The decision of the executive arm of the European Union comes despite the vociferous claims of eco-activists in late November that the project would be detrimental to the Bulgarian environment and would mean grave serious seismic and political risks. The November 25 action took place in Brussels and had Coalition BeleNE, representatives of global environmental watchdog Greenpeace and its German peer Urgewald as core organisers.
The green light no less comes amid prior concerns within the international community and the EC that Atomstroyexport is set to commission reactors that will the first of their kind to be used in the EU. For this reason, the EC demanded an extended timeframe for the detailed appraisal of the plant’s safety parameters.

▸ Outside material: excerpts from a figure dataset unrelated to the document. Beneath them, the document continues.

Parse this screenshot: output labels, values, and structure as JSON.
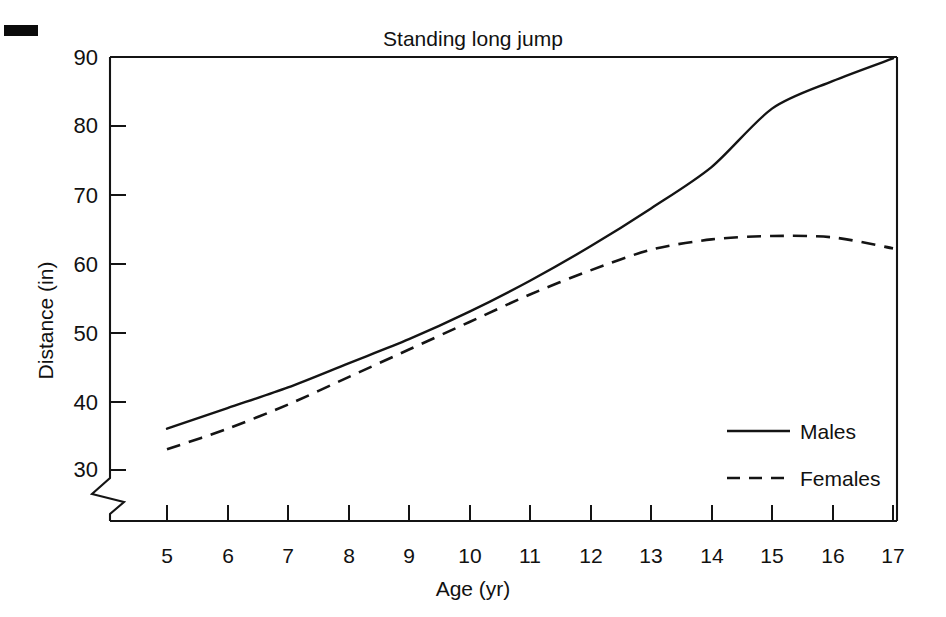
{
  "chart_data": {
    "type": "line",
    "title": "Standing long jump",
    "xlabel": "Age (yr)",
    "ylabel": "Distance (in)",
    "x": [
      5,
      6,
      7,
      8,
      9,
      10,
      11,
      12,
      13,
      14,
      15,
      16,
      17
    ],
    "xtick_labels": [
      "5",
      "6",
      "7",
      "8",
      "9",
      "10",
      "11",
      "12",
      "13",
      "14",
      "15",
      "16",
      "17"
    ],
    "ytick_labels": [
      "30",
      "40",
      "50",
      "60",
      "70",
      "80",
      "90"
    ],
    "yticks": [
      30,
      40,
      50,
      60,
      70,
      80,
      90
    ],
    "xlim": [
      4.6,
      17.0
    ],
    "ylim": [
      27.5,
      90
    ],
    "y_axis_break": true,
    "grid": false,
    "legend_position": "inside-lower-right",
    "series": [
      {
        "name": "Males",
        "style": "solid",
        "values": [
          36.0,
          39.0,
          42.0,
          45.5,
          49.0,
          53.0,
          57.5,
          62.5,
          68.0,
          74.0,
          82.5,
          86.5,
          89.8
        ]
      },
      {
        "name": "Females",
        "style": "dashed",
        "values": [
          33.0,
          36.0,
          39.5,
          43.5,
          47.5,
          51.5,
          55.5,
          59.0,
          62.0,
          63.5,
          64.0,
          63.8,
          62.2
        ]
      }
    ]
  },
  "legend": {
    "items": [
      {
        "label": "Males",
        "style": "solid"
      },
      {
        "label": "Females",
        "style": "dashed"
      }
    ]
  },
  "colors": {
    "ink": "#141414",
    "background": "#ffffff"
  }
}
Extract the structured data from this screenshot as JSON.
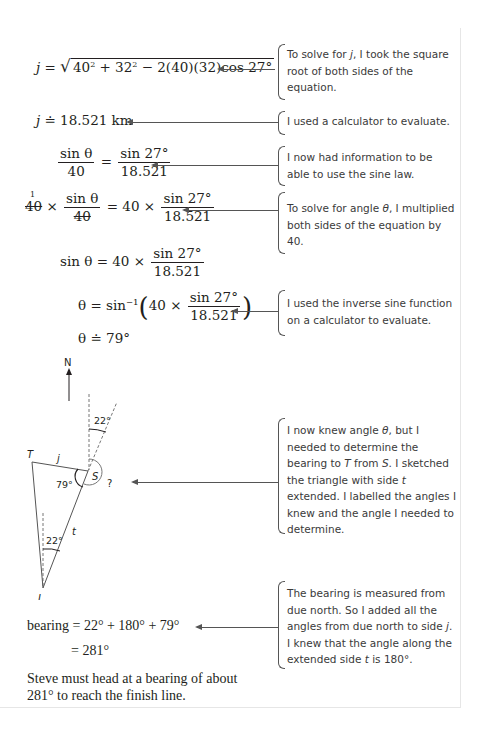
{
  "steps": [
    {
      "equation_lhs": "j",
      "equation_rhs": "√(40² + 32² − 2(40)(32)cos 27°)",
      "note": "To solve for j, I took the square root of both sides of the equation."
    },
    {
      "equation_lhs": "j",
      "equation_rel": "≐",
      "equation_rhs": "18.521 km",
      "note": "I used a calculator to evaluate."
    },
    {
      "lhs_num": "sin θ",
      "lhs_den": "40",
      "rhs_num": "sin 27°",
      "rhs_den": "18.521",
      "note": "I now had information to be able to use the sine law."
    },
    {
      "left_factor": "40",
      "lhs_num": "sin θ",
      "lhs_den": "40",
      "cancel_mark": "1",
      "rhs_factor": "40",
      "rhs_num": "sin 27°",
      "rhs_den": "18.521",
      "note": "To solve for angle θ, I multiplied both sides of the equation by 40."
    },
    {
      "lhs": "sin θ",
      "rhs_factor": "40",
      "rhs_num": "sin 27°",
      "rhs_den": "18.521"
    },
    {
      "lhs": "θ",
      "func": "sin⁻¹",
      "rhs_factor": "40",
      "rhs_num": "sin 27°",
      "rhs_den": "18.521",
      "note": "I used the inverse sine function on a calculator to evaluate."
    },
    {
      "lhs": "θ",
      "rel": "≐",
      "rhs": "79°"
    }
  ],
  "diagram": {
    "north_label": "N",
    "vertex_T": "T",
    "vertex_S": "S",
    "vertex_J": "J",
    "side_j": "j",
    "side_t": "t",
    "angle_top": "22°",
    "angle_bottom": "22°",
    "angle_S": "79°",
    "unknown": "?",
    "note": "I now knew angle θ, but I needed to determine the bearing to T from S. I sketched the triangle with side t extended. I labelled the angles I knew and the angle I needed to determine."
  },
  "bearing": {
    "label": "bearing",
    "line1": "= 22° + 180° + 79°",
    "line2": "= 281°",
    "note": "The bearing is measured from due north. So I added all the angles from due north to side j. I knew that the angle along the extended side t is 180°."
  },
  "conclusion": {
    "line1": "Steve must head at a bearing of about",
    "line2": "281° to reach the finish line."
  }
}
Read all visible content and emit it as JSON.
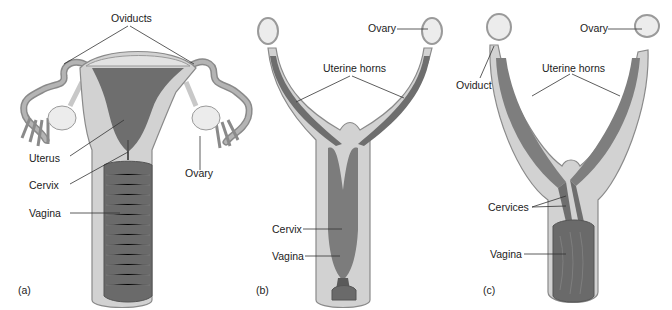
{
  "figure": {
    "panels": [
      {
        "id": "a",
        "label": "(a)",
        "labels": {
          "oviducts": "Oviducts",
          "uterus": "Uterus",
          "cervix": "Cervix",
          "vagina": "Vagina",
          "ovary": "Ovary"
        }
      },
      {
        "id": "b",
        "label": "(b)",
        "labels": {
          "ovary": "Ovary",
          "uterine_horns": "Uterine horns",
          "cervix": "Cervix",
          "vagina": "Vagina"
        }
      },
      {
        "id": "c",
        "label": "(c)",
        "labels": {
          "ovary": "Ovary",
          "oviduct": "Oviduct",
          "uterine_horns": "Uterine horns",
          "cervices": "Cervices",
          "vagina": "Vagina"
        }
      }
    ]
  },
  "colors": {
    "tissue_light": "#d2d2d2",
    "tissue_mid": "#a8a8a8",
    "lumen_dark": "#6e6e6e",
    "ovary": "#ececec",
    "leader_line": "#333333"
  }
}
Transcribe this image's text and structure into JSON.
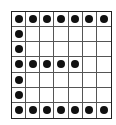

The EC has also inserted remarks of caution regarding the project. Bulgaria is yet to inform the EC about plans to handle radioactive waste and hand in an environmental impact assessment for the plant. Once Bulgaria hands this information in, Euratom’s inspectorate and the EC’s Transport and Energy Chief Directorate will have a six-month deadline to pronounce on the project’s environmental implications.
The EC no less warns that the NEC should take due care that it diversify nuclear fuel supplies. For the time being, Atomstroyexport has proposed only Russia’s nuclear fuel producer TVEL as supplier. To compare, the runner-up in the tender to build Belene nuke plant, Czech Skoda Alliance, had offered deliveries both from TVEL and the US Westinghouse.